Feminism & Freedom
January 1998
By Robert Stacy McCain
In the December 1997 issue of Harper's magazine, the editors produced a forum in which six women participated in a discussion of "women and their ongoing troubles inside corporations." In her initial remarks, Barbara Jones (whose "ongoing troubles" involve being a senior editor at Harper's) offers the sort of statistical data routinely used to "prove" the existence of widespread job discrimination against women:
“For the first time in nearly twenty years, the wage gap between men and women is widening (full-time working women make just under 75 percent of men's median income, down from 77 percent four years ago). Although 46 percent of the U.S. workforce is female, nearly 98 percent of the senior-level management of Fortune 500 companies are males. Less than 2 percent of Fortune 500 top wage earners are women. Under .5 percent of Fortune 500 CEOs are women.”
This is followed by nine pages of anecdote and analysis about these "ongoing troubles," concluding with comments from Barbara Ehrenreich that include the militant ultimatum: "We cannot have corporate America destroying American families, and that transcends gender."
Let us note that the focus is exclusively on "corporations," rather than the "workplace" -- the discussants were apparently uninterested in whatever "ongoing troubles" women might face in government employment, non-profit institutions or small business. And while working women undoubtedly face similar difficulties in other nations, Ms. Ehrenreich apparently saw no need to vilify "corporate Japan" or "corporate Belgium" in the same tones as she impugned "corporate America" for allegedly "destroying American families."
What is it about these major American corporations that makes them uniquely intent upon the subjugation of women and the destruction of families? Is this kind of oppression and destruction particularly profitable? If the ultra-successful Fortune 500 are such sexist enterprises, could it be that smaller firms are less successful because they are less sexist?
Questions like this multiply ad infinitum as one examines the feminist case against "corporate America." Were it not for the fact that American women (and men and children) enjoy a standard of living unequalled in the history of the world, a perusal of feminist literature might induce the belief that life for women in the United States is a nightmare on the order of, say, Stalinist Russia.
Ah, but this is not so! For the Soviet commissars of old were eager to tell the world about the glorious benefits that the Marxist-Leninist regime bestowed on women. "The woman occupied a more and more conspicuous place in the economic and cultural life," the Soviet statistical bureau reported in 1958. "Over 100,000 women manage kolkhoz brigades and animal farms. Among specialists with higher education, women represent 44 per cent. No state has done as much for the woman as has the Soviet."
It is impossible, of course, to know whether such claims were true. Whatever "conspicuous place" women may have occupied in the Soviet Union, they were in fact living in a totalitarian police state. Ascertaining the reality of life behind the Iron Curtain was not easy, and the Communist Party routinely distorted and falsified data in order to convey the impression that the Soviet economy was growing much faster than that of the capitalist West.
It was not until the Soviet Union collapsed in the early 1990s that we finally learned just how bogus those propaganda claims had been. Even now, Russia and other formerly communist nations are struggling to overcome the legacy of 70 years of socialist tyranny.
In the bad old days of communism, however, it was commonplace for the Reds to proclaim the inferiority of the West. "In capitalist countries the woman is shackled by chains of slavery," the 1958 Soviet report contended. "She has no political rights and as to social conditions, she is oppressed even more than man, since she is paid less for the same work."
Does this 40-year-old Bolshevik propaganda sound curiously modern and familiar? The politics of modern feminism is nothing other than warmed-over Marxism, and has done far more toward "destroying American families" than have the Fortune 500.
The vicious tone with which Ms. Ehrenreich and her comrades denounce "corporate America" is sufficient evidence of their hostile disposition toward free enterprise. At its root, feminism is merely another front of the Left's "permanent revolution" against economic freedom.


Below are records to be repeated exactly. Leave their pictures behind.

(DATASET Opens)

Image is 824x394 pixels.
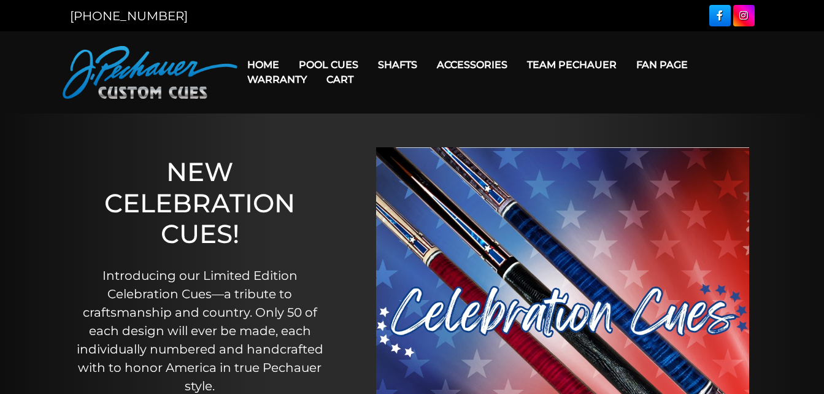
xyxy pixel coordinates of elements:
a: Warranty [237,64,317,95]
a: Team Pechauer [517,49,626,80]
a: Home [237,49,289,80]
a: Fan Page [626,49,698,80]
img: Pechauer Custom Cues [63,46,237,99]
a: Cart [317,64,363,95]
a: Pool Cues [289,49,368,80]
a: [PHONE_NUMBER] [70,9,188,23]
h1: NEW CELEBRATION CUES! [68,156,332,249]
a: Shafts [368,49,427,80]
a: Accessories [427,49,517,80]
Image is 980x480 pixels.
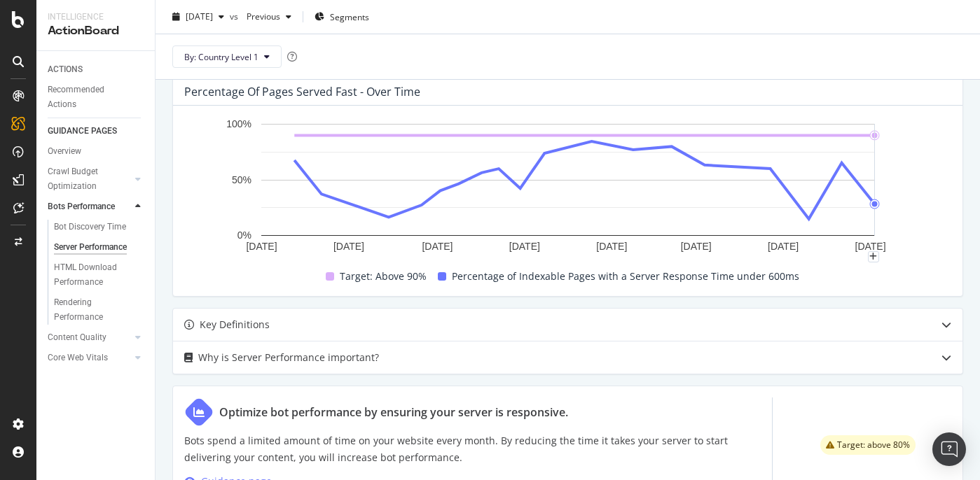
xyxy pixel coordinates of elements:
a: Core Web Vitals [48,351,131,365]
a: Server Performance [54,240,145,254]
span: Previous [241,10,281,23]
div: Overview [48,144,82,159]
text: [DATE] [421,240,453,252]
div: ActionBoard [48,23,143,39]
div: Recommended Actions [48,82,132,112]
div: Bot Discovery Time [54,220,126,234]
span: By: Country Level 1 [184,50,259,62]
span: Percentage of Indexable Pages with a Server Response Time under 600ms [452,268,799,285]
text: [DATE] [596,240,627,252]
span: Segments [330,10,369,23]
div: HTML Download Performance [54,260,136,290]
div: Why is Server Performance important? [198,349,379,366]
a: Bots Performance [48,200,131,214]
div: Percentage of Pages Served Fast - Over Time [184,85,420,99]
span: 2025 Jul. 4th [186,10,213,23]
span: Target: above 80% [838,441,910,450]
div: warning label [820,436,916,455]
text: [DATE] [855,240,886,252]
button: [DATE] [167,5,229,28]
div: Core Web Vitals [48,351,108,365]
a: Rendering Performance [54,295,145,325]
div: Optimize bot performance by ensuring your server is responsive. [219,404,568,421]
div: Open Intercom Messenger [932,432,966,466]
div: Server Performance [54,240,127,254]
div: Rendering Performance [54,295,132,325]
text: [DATE] [334,240,364,252]
text: 100% [226,119,251,130]
text: [DATE] [509,240,540,252]
a: Content Quality [48,331,131,345]
text: 50% [232,174,251,186]
div: ACTIONS [48,62,83,77]
button: Previous [241,5,297,28]
div: Crawl Budget Optimization [48,164,121,194]
a: Recommended Actions [48,82,145,112]
div: Content Quality [48,331,107,345]
text: [DATE] [246,240,276,252]
div: Intelligence [48,11,143,23]
a: Crawl Budget Optimization [48,164,131,194]
a: GUIDANCE PAGES [48,124,145,139]
a: Bot Discovery Time [54,220,145,234]
text: [DATE] [768,240,798,252]
a: ACTIONS [48,62,145,77]
div: Bots Performance [48,200,115,214]
a: Overview [48,144,145,159]
p: Bots spend a limited amount of time on your website every month. By reducing the time it takes yo... [184,432,772,466]
span: Target: Above 90% [340,268,427,285]
svg: A chart. [184,117,951,257]
button: By: Country Level 1 [172,45,281,68]
a: HTML Download Performance [54,260,145,290]
span: vs [229,10,241,23]
button: Segments [309,5,374,28]
text: [DATE] [681,240,712,252]
div: plus [868,251,879,262]
div: GUIDANCE PAGES [48,124,117,139]
div: Key Definitions [200,316,269,333]
text: 0% [237,230,251,241]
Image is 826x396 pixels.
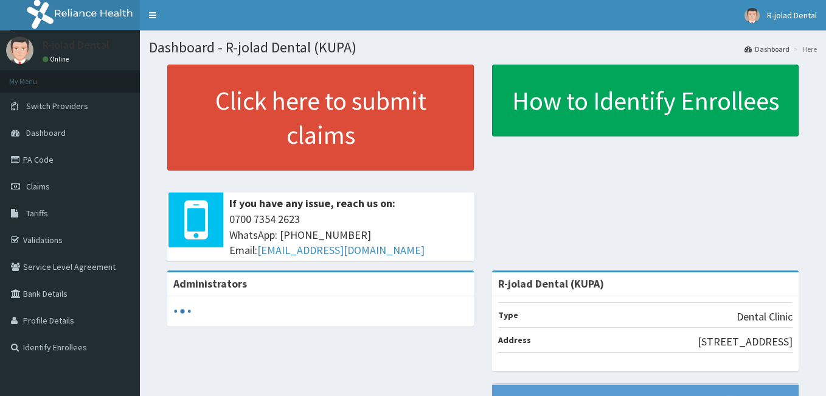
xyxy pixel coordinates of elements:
[26,208,48,218] span: Tariffs
[229,196,396,210] b: If you have any issue, reach us on:
[167,65,474,170] a: Click here to submit claims
[767,10,817,21] span: R-jolad Dental
[149,40,817,55] h1: Dashboard - R-jolad Dental (KUPA)
[173,276,247,290] b: Administrators
[492,65,799,136] a: How to Identify Enrollees
[43,40,110,51] p: R-jolad Dental
[745,44,790,54] a: Dashboard
[173,302,192,320] svg: audio-loading
[26,127,66,138] span: Dashboard
[26,100,88,111] span: Switch Providers
[498,276,604,290] strong: R-jolad Dental (KUPA)
[737,309,793,324] p: Dental Clinic
[26,181,50,192] span: Claims
[257,243,425,257] a: [EMAIL_ADDRESS][DOMAIN_NAME]
[498,334,531,345] b: Address
[745,8,760,23] img: User Image
[698,334,793,349] p: [STREET_ADDRESS]
[791,44,817,54] li: Here
[43,55,72,63] a: Online
[498,309,519,320] b: Type
[229,211,468,258] span: 0700 7354 2623 WhatsApp: [PHONE_NUMBER] Email:
[6,37,33,64] img: User Image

(DATASET Closes)

SOLUTION FOR THIS TASK –
Image is 824x394 pixels.
xyxy pixel coordinates of elements:
a: Warranty [237,64,317,95]
a: Team Pechauer [517,49,626,80]
a: Home [237,49,289,80]
a: Fan Page [626,49,698,80]
img: Pechauer Custom Cues [63,46,237,99]
a: Cart [317,64,363,95]
a: Pool Cues [289,49,368,80]
a: [PHONE_NUMBER] [70,9,188,23]
h1: NEW CELEBRATION CUES! [68,156,332,249]
a: Shafts [368,49,427,80]
a: Accessories [427,49,517,80]
Image is 980x480 pixels.
xyxy pixel coordinates of elements:
a: Core Web Vitals [48,351,131,365]
a: Server Performance [54,240,145,254]
span: Previous [241,10,281,23]
div: Overview [48,144,82,159]
text: [DATE] [421,240,453,252]
div: ActionBoard [48,23,143,39]
div: Recommended Actions [48,82,132,112]
div: Bot Discovery Time [54,220,126,234]
span: By: Country Level 1 [184,50,259,62]
span: Percentage of Indexable Pages with a Server Response Time under 600ms [452,268,799,285]
text: [DATE] [596,240,627,252]
span: Segments [330,10,369,23]
div: HTML Download Performance [54,260,136,290]
div: Why is Server Performance important? [198,349,379,366]
a: Bots Performance [48,200,131,214]
div: Percentage of Pages Served Fast - Over Time [184,85,420,99]
span: 2025 Jul. 4th [186,10,213,23]
span: Target: above 80% [838,441,910,450]
div: warning label [820,436,916,455]
text: [DATE] [855,240,886,252]
button: [DATE] [167,5,229,28]
div: Core Web Vitals [48,351,108,365]
a: Rendering Performance [54,295,145,325]
div: Optimize bot performance by ensuring your server is responsive. [219,404,568,421]
div: Open Intercom Messenger [932,432,966,466]
div: Server Performance [54,240,127,254]
div: Rendering Performance [54,295,132,325]
text: [DATE] [334,240,364,252]
text: 100% [226,119,251,130]
text: [DATE] [509,240,540,252]
a: Content Quality [48,331,131,345]
text: 50% [232,174,251,186]
div: ACTIONS [48,62,83,77]
button: Previous [241,5,297,28]
div: Crawl Budget Optimization [48,164,121,194]
a: Recommended Actions [48,82,145,112]
div: Content Quality [48,331,107,345]
text: [DATE] [246,240,276,252]
div: Intelligence [48,11,143,23]
a: Crawl Budget Optimization [48,164,131,194]
a: GUIDANCE PAGES [48,124,145,139]
a: Bot Discovery Time [54,220,145,234]
text: [DATE] [768,240,798,252]
a: ACTIONS [48,62,145,77]
div: Bots Performance [48,200,115,214]
a: Overview [48,144,145,159]
p: Bots spend a limited amount of time on your website every month. By reducing the time it takes yo... [184,432,772,466]
span: Target: Above 90% [340,268,427,285]
svg: A chart. [184,117,951,257]
button: By: Country Level 1 [172,45,281,68]
a: HTML Download Performance [54,260,145,290]
span: vs [229,10,241,23]
button: Segments [309,5,374,28]
text: [DATE] [681,240,712,252]
div: plus [868,251,879,262]
div: GUIDANCE PAGES [48,124,117,139]
div: Key Definitions [200,316,269,333]
text: 0% [237,230,251,241]
Image is 826x396 pixels.
xyxy pixel coordinates of elements:
[26,208,48,218] span: Tariffs
[229,196,396,210] b: If you have any issue, reach us on:
[167,65,474,170] a: Click here to submit claims
[767,10,817,21] span: R-jolad Dental
[149,40,817,55] h1: Dashboard - R-jolad Dental (KUPA)
[173,276,247,290] b: Administrators
[492,65,799,136] a: How to Identify Enrollees
[43,40,110,51] p: R-jolad Dental
[745,44,790,54] a: Dashboard
[173,302,192,320] svg: audio-loading
[26,127,66,138] span: Dashboard
[26,100,88,111] span: Switch Providers
[498,276,604,290] strong: R-jolad Dental (KUPA)
[737,309,793,324] p: Dental Clinic
[26,181,50,192] span: Claims
[257,243,425,257] a: [EMAIL_ADDRESS][DOMAIN_NAME]
[498,334,531,345] b: Address
[745,8,760,23] img: User Image
[698,334,793,349] p: [STREET_ADDRESS]
[791,44,817,54] li: Here
[43,55,72,63] a: Online
[498,309,519,320] b: Type
[229,211,468,258] span: 0700 7354 2623 WhatsApp: [PHONE_NUMBER] Email:
[6,37,33,64] img: User Image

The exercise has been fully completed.